What Does It Mean To Flourish?

Are you happy?

It’s a question you probably ask yourself. But is it the right question? What does it really mean to be happy?

Aeschylus and Sophocles and Aristotle had an interesting way of talking about happiness. Broadly speaking, in the Greek world, to live well meant to live a flourishing life. They called it “eudaemonia.”

What does it mean to flourish?

“You need resilience not just for the hard times. You need resilience if you’re going to be happy.”Eric Greitens, US Navy Seal & Author of Resilience

It’s obvious to him when a tree is flourishing- provided the right soil, water, and sun, a flourishing tree grows tall and strong. Its branches spread, its trunk grows thicker, its leaves come in green in the spring, and it produces seeds, sap and deep roots.You also know when a tree is suffering. You know when it’s dead or when it’s close to dying. You don’t need to ask the tree how it feels. You look at the tree and you know these things. The tree is flourishing or it’s not. Flourishing is a fact, not a feeling. We flourish when we grow and thrive. We flourish when we exercise our powers. We flourish when we become what we are capable of becoming.

Of course, people are more complex than trees, and it can be more difficult to tell when a person is flourishing. But it’s not impossible—in fact, the basic idea is the same. As Edith Hamilton put it, the Greeks often thought of flourishing as “the exercise of vital powers along lines of excellence in a life affording them scope.”

Flourishing is rooted in action. That action might be meditation. It might be cooking a meal or teaching a class. It might be putting your daughter to sleep. But flourishing isn’t abstract. It’s a product of what we do. You exercise vital powers. Vital to you. Vital to the world. You draw from your strengths to do worthy work in the world. You work along lines of excellence. You don’t just do things. You do them well.

Aristotle, who did more than any other thinker to develop our ideas of human flourishing, said that “happiness is a kind of working of the soul in the way of perfect excellence.” It might be quality cooking, quality saxophone playing, or quality lovemaking—a flourishing life is a life lived along lines of excellence.

The Greeks recognized that true flourishing is not always within our control. The tree needs good soil and good sun. People need a life that affords them scope. Starving people find it hard to flourish.

Flourishing, then, isn’t a passing feeling or an emotional state. Flourishing is a condition that is created by the choices we make in the world we live in.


*WHAT IS REQUIRED:* Locate and copy each line in the data that contains the word "left".

Figure record listings
━━━━

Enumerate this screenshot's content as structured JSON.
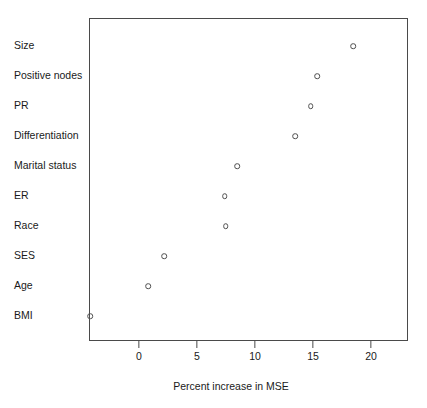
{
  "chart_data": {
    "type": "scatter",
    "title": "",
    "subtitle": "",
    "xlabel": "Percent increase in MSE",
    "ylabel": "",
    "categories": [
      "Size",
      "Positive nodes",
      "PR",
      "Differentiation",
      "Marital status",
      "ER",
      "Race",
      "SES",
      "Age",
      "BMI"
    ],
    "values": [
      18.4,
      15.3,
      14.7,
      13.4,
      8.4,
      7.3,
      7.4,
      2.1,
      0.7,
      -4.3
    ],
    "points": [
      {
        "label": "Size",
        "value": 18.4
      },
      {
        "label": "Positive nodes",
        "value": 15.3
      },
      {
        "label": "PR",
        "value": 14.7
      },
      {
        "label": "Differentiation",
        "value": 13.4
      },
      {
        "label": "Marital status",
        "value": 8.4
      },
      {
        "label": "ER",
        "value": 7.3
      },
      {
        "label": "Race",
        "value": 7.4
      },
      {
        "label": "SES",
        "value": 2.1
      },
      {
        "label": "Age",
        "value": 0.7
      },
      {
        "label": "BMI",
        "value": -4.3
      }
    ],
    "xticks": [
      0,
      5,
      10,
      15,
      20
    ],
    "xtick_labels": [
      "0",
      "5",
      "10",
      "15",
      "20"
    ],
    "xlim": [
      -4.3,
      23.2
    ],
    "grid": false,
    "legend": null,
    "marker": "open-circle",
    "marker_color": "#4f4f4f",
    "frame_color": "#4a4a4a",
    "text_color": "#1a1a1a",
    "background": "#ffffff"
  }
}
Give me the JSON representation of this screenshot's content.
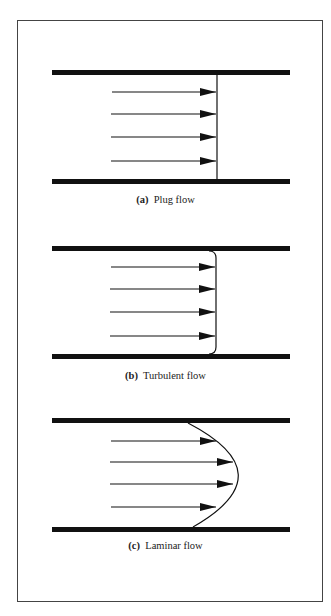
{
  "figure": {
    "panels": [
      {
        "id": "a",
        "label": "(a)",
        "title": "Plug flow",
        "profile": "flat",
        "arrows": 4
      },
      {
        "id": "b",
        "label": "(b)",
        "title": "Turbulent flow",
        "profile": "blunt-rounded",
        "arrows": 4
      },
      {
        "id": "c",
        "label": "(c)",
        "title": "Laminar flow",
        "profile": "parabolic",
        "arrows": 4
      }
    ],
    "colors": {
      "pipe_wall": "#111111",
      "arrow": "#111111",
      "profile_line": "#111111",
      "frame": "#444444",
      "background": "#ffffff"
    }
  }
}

━━━━

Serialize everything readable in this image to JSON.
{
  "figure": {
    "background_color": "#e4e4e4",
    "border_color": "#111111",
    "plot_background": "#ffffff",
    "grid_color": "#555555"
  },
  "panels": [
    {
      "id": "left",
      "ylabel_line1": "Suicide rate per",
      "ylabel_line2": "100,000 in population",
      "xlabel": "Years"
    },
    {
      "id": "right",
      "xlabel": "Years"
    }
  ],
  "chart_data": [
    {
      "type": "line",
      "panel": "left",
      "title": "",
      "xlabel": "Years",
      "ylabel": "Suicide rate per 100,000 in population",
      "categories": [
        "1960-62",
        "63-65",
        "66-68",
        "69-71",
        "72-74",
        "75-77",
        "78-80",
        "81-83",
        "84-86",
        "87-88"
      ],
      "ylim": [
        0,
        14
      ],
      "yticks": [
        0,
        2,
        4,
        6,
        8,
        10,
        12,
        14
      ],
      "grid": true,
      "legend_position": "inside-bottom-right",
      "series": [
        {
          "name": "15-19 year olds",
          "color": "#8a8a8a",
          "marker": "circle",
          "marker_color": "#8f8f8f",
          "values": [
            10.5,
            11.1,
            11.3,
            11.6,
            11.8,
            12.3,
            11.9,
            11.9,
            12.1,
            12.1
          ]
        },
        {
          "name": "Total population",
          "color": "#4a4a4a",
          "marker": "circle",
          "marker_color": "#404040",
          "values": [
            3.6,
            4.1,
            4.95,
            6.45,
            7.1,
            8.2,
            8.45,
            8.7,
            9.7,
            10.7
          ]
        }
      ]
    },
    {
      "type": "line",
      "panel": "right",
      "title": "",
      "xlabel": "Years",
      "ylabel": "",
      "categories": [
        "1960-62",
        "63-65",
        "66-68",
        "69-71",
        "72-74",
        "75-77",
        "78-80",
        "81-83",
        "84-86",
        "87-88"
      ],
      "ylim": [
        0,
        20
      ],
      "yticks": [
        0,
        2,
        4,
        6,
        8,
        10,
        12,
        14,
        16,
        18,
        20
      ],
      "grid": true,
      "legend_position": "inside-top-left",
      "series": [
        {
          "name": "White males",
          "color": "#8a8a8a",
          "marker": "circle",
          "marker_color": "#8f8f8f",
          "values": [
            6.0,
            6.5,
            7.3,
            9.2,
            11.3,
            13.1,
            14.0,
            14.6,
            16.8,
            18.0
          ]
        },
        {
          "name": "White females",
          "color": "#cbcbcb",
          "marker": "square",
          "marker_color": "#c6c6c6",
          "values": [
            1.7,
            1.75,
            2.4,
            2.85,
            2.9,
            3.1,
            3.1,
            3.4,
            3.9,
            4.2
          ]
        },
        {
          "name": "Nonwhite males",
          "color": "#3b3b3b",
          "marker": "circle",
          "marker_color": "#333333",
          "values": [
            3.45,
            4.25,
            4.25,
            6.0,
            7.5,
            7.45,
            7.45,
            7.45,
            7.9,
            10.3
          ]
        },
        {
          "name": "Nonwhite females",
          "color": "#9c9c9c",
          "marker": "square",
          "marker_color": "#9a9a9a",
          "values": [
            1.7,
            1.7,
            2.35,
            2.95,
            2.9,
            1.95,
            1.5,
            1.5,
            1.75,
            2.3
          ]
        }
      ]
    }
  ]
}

━━━━

*ANSWER TO THE EXERCISE:*
      "id": "left",
      "panel": "left",
      "legend_position": "inside-top-left",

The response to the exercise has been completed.